### PROBLEM STATEMENT
Retype only the stretch of lines that starts with the line containing "This screenshot has height=831, width=1477." and ends with the last line of the records, both included, exactly.

### RECORDS SHOWN
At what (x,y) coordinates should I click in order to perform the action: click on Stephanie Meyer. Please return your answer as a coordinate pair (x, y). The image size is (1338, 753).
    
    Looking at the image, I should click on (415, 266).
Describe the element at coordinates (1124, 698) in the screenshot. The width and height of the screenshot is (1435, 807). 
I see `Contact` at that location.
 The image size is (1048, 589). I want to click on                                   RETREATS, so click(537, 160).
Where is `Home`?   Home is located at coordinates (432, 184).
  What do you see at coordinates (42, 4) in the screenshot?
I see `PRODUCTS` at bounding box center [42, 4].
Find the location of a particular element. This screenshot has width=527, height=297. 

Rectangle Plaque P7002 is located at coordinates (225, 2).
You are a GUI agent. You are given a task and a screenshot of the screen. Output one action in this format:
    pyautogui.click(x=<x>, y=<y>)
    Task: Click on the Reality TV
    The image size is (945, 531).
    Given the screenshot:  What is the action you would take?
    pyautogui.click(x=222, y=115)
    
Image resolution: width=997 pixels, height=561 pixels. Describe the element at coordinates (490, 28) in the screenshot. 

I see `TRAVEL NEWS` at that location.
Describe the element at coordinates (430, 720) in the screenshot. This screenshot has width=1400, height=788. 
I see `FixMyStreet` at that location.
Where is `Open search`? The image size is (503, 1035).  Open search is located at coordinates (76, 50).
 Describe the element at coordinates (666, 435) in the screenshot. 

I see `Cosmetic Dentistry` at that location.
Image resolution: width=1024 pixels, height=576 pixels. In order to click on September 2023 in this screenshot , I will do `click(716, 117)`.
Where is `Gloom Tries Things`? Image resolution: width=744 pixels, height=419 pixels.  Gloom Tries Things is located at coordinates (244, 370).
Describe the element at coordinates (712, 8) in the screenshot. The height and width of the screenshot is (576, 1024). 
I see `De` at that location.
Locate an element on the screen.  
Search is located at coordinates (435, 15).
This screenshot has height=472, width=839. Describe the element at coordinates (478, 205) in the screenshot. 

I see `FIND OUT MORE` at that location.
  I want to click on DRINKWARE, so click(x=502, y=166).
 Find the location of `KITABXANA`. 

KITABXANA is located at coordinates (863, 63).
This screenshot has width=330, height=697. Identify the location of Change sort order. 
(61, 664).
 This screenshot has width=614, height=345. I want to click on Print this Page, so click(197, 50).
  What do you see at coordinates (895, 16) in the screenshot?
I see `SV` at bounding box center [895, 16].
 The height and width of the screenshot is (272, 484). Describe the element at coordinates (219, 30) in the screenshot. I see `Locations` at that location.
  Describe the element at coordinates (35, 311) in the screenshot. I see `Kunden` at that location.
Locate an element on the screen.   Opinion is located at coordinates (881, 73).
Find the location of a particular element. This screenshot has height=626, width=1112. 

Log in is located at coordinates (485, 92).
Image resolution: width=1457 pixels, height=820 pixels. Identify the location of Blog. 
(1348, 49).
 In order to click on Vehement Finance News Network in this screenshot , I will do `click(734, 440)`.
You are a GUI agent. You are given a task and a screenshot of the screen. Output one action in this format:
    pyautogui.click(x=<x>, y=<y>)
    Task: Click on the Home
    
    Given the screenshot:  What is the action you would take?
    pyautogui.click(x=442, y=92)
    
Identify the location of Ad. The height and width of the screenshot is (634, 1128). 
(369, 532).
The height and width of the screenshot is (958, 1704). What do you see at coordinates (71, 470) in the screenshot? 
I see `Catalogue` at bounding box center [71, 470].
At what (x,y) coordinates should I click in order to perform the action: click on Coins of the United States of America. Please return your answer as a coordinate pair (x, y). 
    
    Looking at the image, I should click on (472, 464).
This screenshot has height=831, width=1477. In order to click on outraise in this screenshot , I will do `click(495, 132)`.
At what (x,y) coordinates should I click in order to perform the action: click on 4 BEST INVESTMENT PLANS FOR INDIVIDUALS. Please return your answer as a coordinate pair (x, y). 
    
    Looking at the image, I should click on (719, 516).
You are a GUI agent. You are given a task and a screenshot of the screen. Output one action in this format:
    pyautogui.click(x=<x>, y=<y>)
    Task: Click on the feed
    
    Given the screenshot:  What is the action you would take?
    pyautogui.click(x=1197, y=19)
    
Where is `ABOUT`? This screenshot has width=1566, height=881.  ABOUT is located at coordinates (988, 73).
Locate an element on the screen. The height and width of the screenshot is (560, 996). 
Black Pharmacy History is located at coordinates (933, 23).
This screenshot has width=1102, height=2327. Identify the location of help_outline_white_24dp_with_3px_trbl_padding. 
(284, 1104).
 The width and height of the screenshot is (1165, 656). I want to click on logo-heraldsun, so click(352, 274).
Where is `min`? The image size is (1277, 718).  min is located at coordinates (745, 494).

### ANSWER TO THIS TASK
This screenshot has height=831, width=1477. In order to click on outraise in this screenshot , I will do `click(495, 132)`.
At what (x,y) coordinates should I click in order to perform the action: click on 4 BEST INVESTMENT PLANS FOR INDIVIDUALS. Please return your answer as a coordinate pair (x, y). 
    
    Looking at the image, I should click on (719, 516).
You are a GUI agent. You are given a task and a screenshot of the screen. Output one action in this format:
    pyautogui.click(x=<x>, y=<y>)
    Task: Click on the feed
    
    Given the screenshot:  What is the action you would take?
    pyautogui.click(x=1197, y=19)
    
Where is `ABOUT`? This screenshot has width=1566, height=881.  ABOUT is located at coordinates (988, 73).
Locate an element on the screen. The height and width of the screenshot is (560, 996). 
Black Pharmacy History is located at coordinates (933, 23).
This screenshot has width=1102, height=2327. Identify the location of help_outline_white_24dp_with_3px_trbl_padding. 
(284, 1104).
 The width and height of the screenshot is (1165, 656). I want to click on logo-heraldsun, so click(352, 274).
Where is `min`? The image size is (1277, 718).  min is located at coordinates (745, 494).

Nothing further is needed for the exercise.